Famine and Plenty, Both in Times of Drought

In Rwanda and across Africa, the Millennium Villages project has demonstrated that food scarcity can be all but vanquished if the required resource management, investment and political will are available.
This post was published on the now-closed HuffPost Contributor platform. Contributors control their own work and posted freely to our site. If you need to flag this entry as abusive, send us an email.

Rwanda: The first rains of the season are falling in this part of Africa. The rain is part of a weather cycle that can make or break life in this region of the world, depending on several factors. Prominent among these is health - not just people's health, but also the health of agricultural, governmental and economic systems.

Today is World Food Day. A couple of days ago, on October 14th, the UN released its annual report on global food security. Their figures confirm that more than one billion people - a sixth of the world - are undernourished, and that the number of hungry people had been growing even before the economic crisis hit, which has only made the situation worse. But the report also noted that while some poor nations are struggling to survive, other poor nations are helping to feed them. Despite their relative poverty, some countries, like Rwanda, are exporting food, while others are desperate consumers.

Rwanda's current growing season is shaping up to be better than the last. The past several years have seen drought and erratic rainfall, but tens of thousands of Rwandans have adapted with simple and effective techniques that deliver both nutritional, and economic, stability. Mayange, a community of 25,000 located one hour south of the Rwandan capital of Kigali, recently became a net exporter of food for the first time in decades. It may serve as a crucible for understanding the environmental and cultural challenges facing Sub-Saharan Africa, and provide insights into what can be done to combat the rising storm of food insecurity and economic instability in the region.

In contrast, right now an estimated 20 million Kenyans are at risk of severe malnutrition and starvation. Because their situation is so dire - and because droughts like the one Kenya is experiencing could happen to any nation in the region at any given time, it's critical to closely examine projects that are bearing fruit. These need scaling up to serve the hundreds of millions in Africa who desperately need them - and the food security they provide - right now, today.

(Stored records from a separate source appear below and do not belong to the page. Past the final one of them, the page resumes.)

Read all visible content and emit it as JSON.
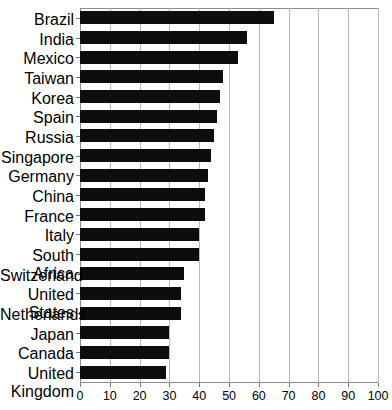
{
  "chart_data": {
    "type": "bar",
    "orientation": "horizontal",
    "title": "",
    "subtitle": "",
    "xlabel": "",
    "ylabel": "",
    "xlim": [
      0,
      100
    ],
    "xticks": [
      0,
      10,
      20,
      30,
      40,
      50,
      60,
      70,
      80,
      90,
      100
    ],
    "xtick_labels": [
      "0",
      "10",
      "20",
      "30",
      "40",
      "50",
      "60",
      "70",
      "80",
      "90",
      "100"
    ],
    "grid": "vertical",
    "legend": "none",
    "bar_color": "#0d0d0d",
    "categories": [
      "Brazil",
      "India",
      "Mexico",
      "Taiwan",
      "Korea",
      "Spain",
      "Russia",
      "Singapore",
      "Germany",
      "China",
      "France",
      "Italy",
      "South Africa",
      "Switzerland",
      "United States",
      "Netherlands",
      "Japan",
      "Canada",
      "United Kingdom"
    ],
    "values": [
      65,
      56,
      53,
      48,
      47,
      46,
      45,
      44,
      43,
      42,
      42,
      40,
      40,
      35,
      34,
      34,
      30,
      30,
      29
    ]
  }
}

Just four years ago, Mayange was synonymous with abject poverty. Located at the very epicenter of the 1994 genocide, its people were hardened, uncooperative, and when I began working there in October 2005, starving to death. Back in the 1960s, the government of Rwanda forcefully relocated mainly Tutsis to Mayange and its environs due to the unwelcoming rainforest conditions. The resourceful inhabitants chopped down nearly all the trees and provided Kigali with charcoal for decades. After the trees fell, they productively produced maize and beans until the soil fell down the hillsides into the valleys. The stage was set for the 1990s, which saw both murder and decreasing rainfall (a condition seen across East Africa). By 2005, Mayange was a backwater - a favorite for charity involvement given the food needs, but an apparently hopeless case.

The government of Rwanda recognized radical approaches were needed. They identified Mayange as the site of the Millennium Villages project for Rwanda and gave the team a tall order: prove your methods and we'll adopt them at national scale. Our initial work involved basics: distributing emergency food, improving health facilities, and working with local government on agriculture plans. We worked alongside the national government which was expanding its efforts to get basic services to people - roads, electricity, water, education and health.

During the first two years, the community banded together. They transformed the landscape with progressive terraces along the hillside, where tens of thousands of nitrogen-fixing trees and new, drought-resistant crops were planted. Field trials determined which crops would have the kind of staying power needed in dry, lean times. In the end, a diversified mix of beans, maize, cassava, home vegetables, and fast-growing fruit trees provided steady and dependable food sources, which led the way to real stability for the first time in decades.

The start of the rainy season is usually one of the hungriest times of the year. Yet in the formerly hopeless enclave of Mayange, there are 50-80 metric tons of maize and beans for every 5,000 people, stored by the local government. This surpasses the wildest estimates of local officials, who three years ago dreamt of splitting that same quantity among 25,000 people.

Across Africa, the Millennium Villages project has demonstrated that food scarcity can be all but vanquished if the required resource management, investment and political will are available. On this World Food Day, the lesson for Kenya and others is simple: get the basics right. Only in this way can agricultural communities attain the food stability and security that maintains people's health. Just as drought can destroy health, economic, and even political systems, an abundant amount of crops and accompanying wealth can take communities beyond mere subsistence, enabling them to build long-term prosperity.